> **DATA FOR PROCESSING**
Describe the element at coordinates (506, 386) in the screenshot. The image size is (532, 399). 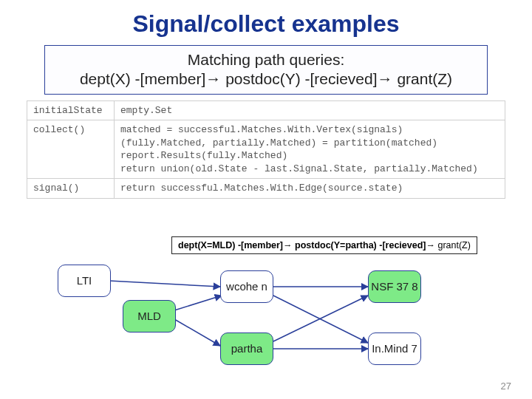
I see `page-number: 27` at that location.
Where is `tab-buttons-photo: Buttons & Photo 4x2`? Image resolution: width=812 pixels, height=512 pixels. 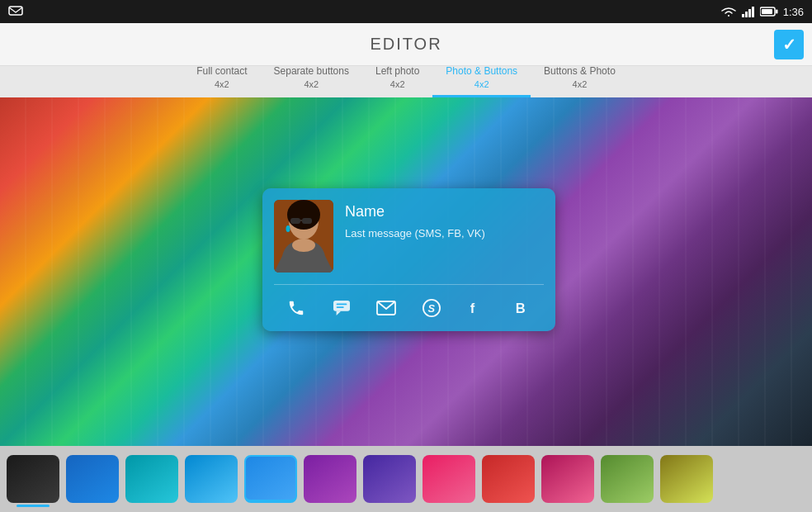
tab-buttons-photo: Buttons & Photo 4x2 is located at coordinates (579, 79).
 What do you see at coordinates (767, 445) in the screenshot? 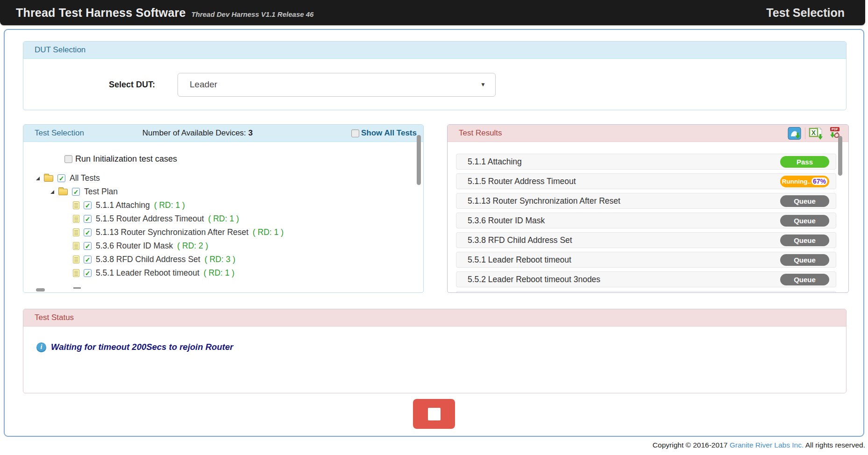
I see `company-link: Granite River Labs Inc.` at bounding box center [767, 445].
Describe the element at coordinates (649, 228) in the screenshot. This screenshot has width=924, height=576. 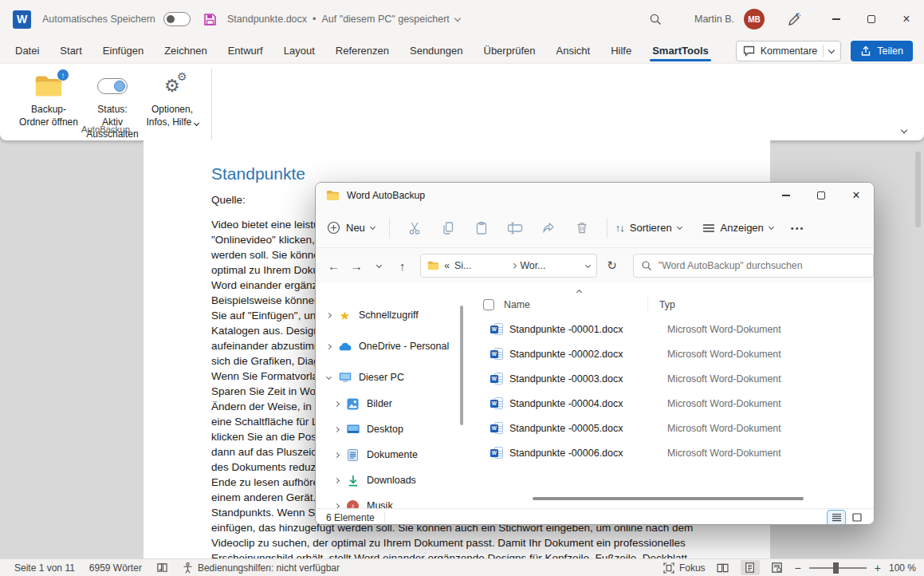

* * *

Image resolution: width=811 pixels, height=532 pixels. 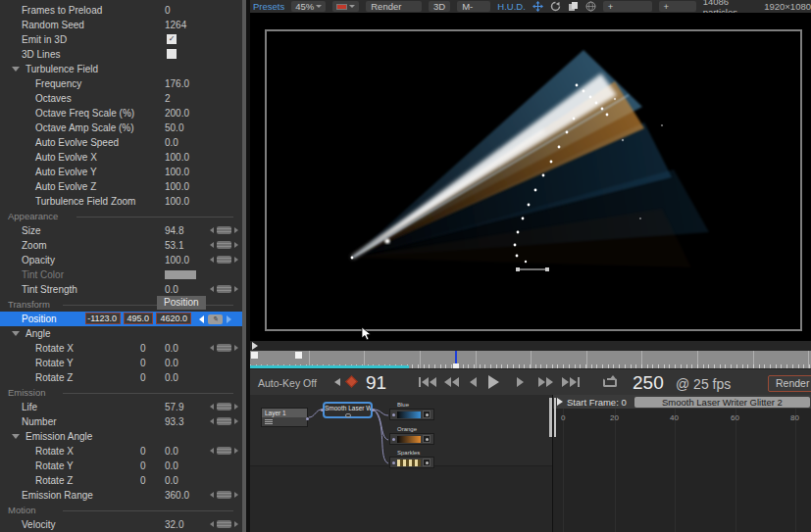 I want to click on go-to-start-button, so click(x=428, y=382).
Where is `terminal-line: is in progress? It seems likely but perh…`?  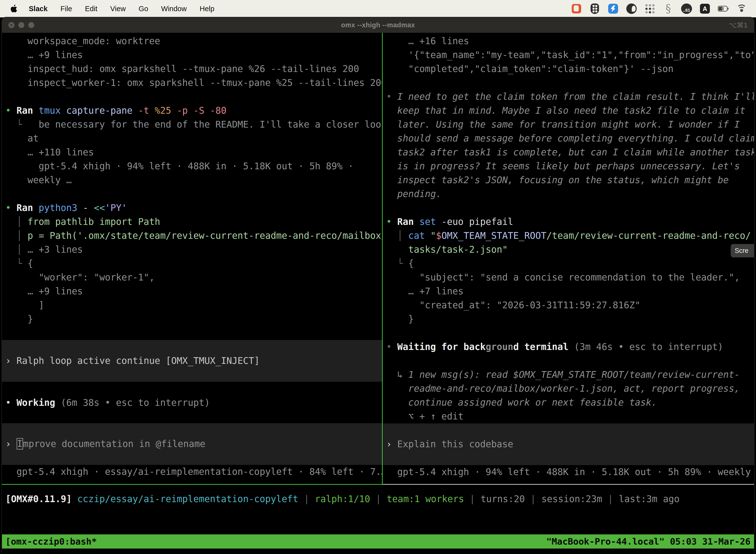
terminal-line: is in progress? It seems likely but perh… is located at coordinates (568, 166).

==

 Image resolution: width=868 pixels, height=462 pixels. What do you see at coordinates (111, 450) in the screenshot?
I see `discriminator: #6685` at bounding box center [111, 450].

> **PROBLEM**
Reproduce exactly, with no pictures, the lines above from the one holding "Describe the element at coordinates (506, 386)" to the one holding "Describe the element at coordinates (649, 228)", inclusive.

> **EXPECTED ANSWER**
Describe the element at coordinates (506, 386) in the screenshot. The image size is (532, 399). 
I see `page-number: 27` at that location.
Where is `tab-buttons-photo: Buttons & Photo 4x2`? Image resolution: width=812 pixels, height=512 pixels. 
tab-buttons-photo: Buttons & Photo 4x2 is located at coordinates (579, 79).
 What do you see at coordinates (767, 445) in the screenshot? 
I see `company-link: Granite River Labs Inc.` at bounding box center [767, 445].
Describe the element at coordinates (649, 228) in the screenshot. This screenshot has width=924, height=576. 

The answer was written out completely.